One of those strategies is to learn to be honest with God even with your most negative feelings through your prayer life. As I have suggested in previous blogs, some of the harsh language of the psalms of lament, psalms which we have every reason to believe Jesus used in his prayer life, provide guidance in how to share our negative feelings with God through prayer.

I will continue to work on this in future blogs.

 

 

 

 

Thinking Back, Ahead

Consider some basic assumptions. One that God is real, personally involved in this world, and has called you to ministry. In good Reformed tradition, everyone has a call to ministry, even though  only some are called to ordained ministry as pastors, so this really applies to any believer.

Second assumption is that God has been involved in your life and shaping your call long before you were aware of it. Third assumption is that your call will likely change over time but the central core of the call will still be there. For example, I first thought of missionary work, then of inner city work, but eventually became a pastor of a middle class church. Now I’m retired but still feel God’s call in my life.

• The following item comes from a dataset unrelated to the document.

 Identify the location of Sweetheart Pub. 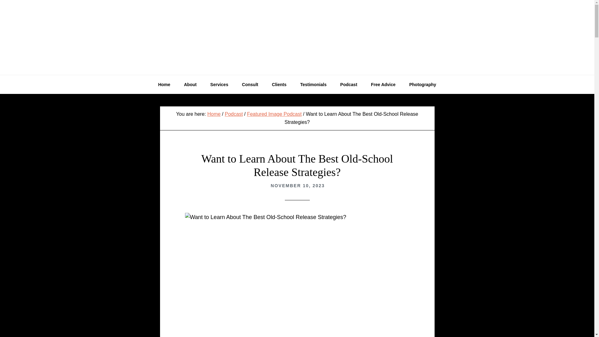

With those assumptions in mind, take some time to think back to your childhood. What were some of the fantasies that you played with about who you would become? Did you want to be a cowboy, a fireman, a beauty queen, an Olympic athlete? Now go behind those initial fantasies and identify some of the qualities that drew you to those dreams. What did the cowboy, beauty queen, etc. do that drew you to those fantasies? Was being the best draw in the West a factor of developing your full skills, saving others from bad guys, standing up for truth and justice?

After you have probed behind several of your early fantasies, move forward and do the same for other paths not taken in your early life. Keep a list of some of the qualities and achievements that you were dreaming about. Now begin to examine how some of those same factors have played a role in your current situation when you have felt best about yourself. If there are aspects of your current situation where you feel such qualities have been neglected, consider how they might be re-emphasized in some new form in your current life. The Spirit has been moving in your life from the beginning of your life. Listen for it’s early echoes and see how it might be moving in your life now.

Hypocritic Oath for Pastors (3)

In the last blog, I asked you to name some of your own hypocrisies. I suggested you try to identify ten as a beginning and shared ten of mine. The purpose of ten is that is forces you to go deeper. The purpose of naming them is not for guilt sake but to enable you to break free of their power.

Once I was able to acknowledge that despite the mandate of the Gospel, I was a racist, I could open myself to the power of God to use an imperfect servant to break down some racial barriers. Once I am free to acknowledge that I am very imperfect and that God loves me anyway, I am free to be less self-righteous of others. The more I can identify both my own failings and the failings of the church, the more I stand in awe at God’s ability to work through the church for the sake of God’s world.

Take the list that you created of the situations and attitudes that make you feel like a hypocrite, and try to identify specific possibilities of how God might work through each of them for a greater good either in your personal life or your ministry.

I had a minister friend who had messed up his marriage and was going through a divorce. He told me that Sunday after Sunday he would feel overwhelmed by his unworthiness to say anything about God, Christ, and faith. Yet each Sunday he had to rise and preach. As we talked about it over time, he discovered that his very pain of unworthiness deepened his sermons. It was not from a perspective of purity that he addressed his congregation but as a sinner who was wrestling with the Gospel. That didn’t justify what had happened in his marriage, but it did allow him to experience personally how God’s power is made perfect in our weakness.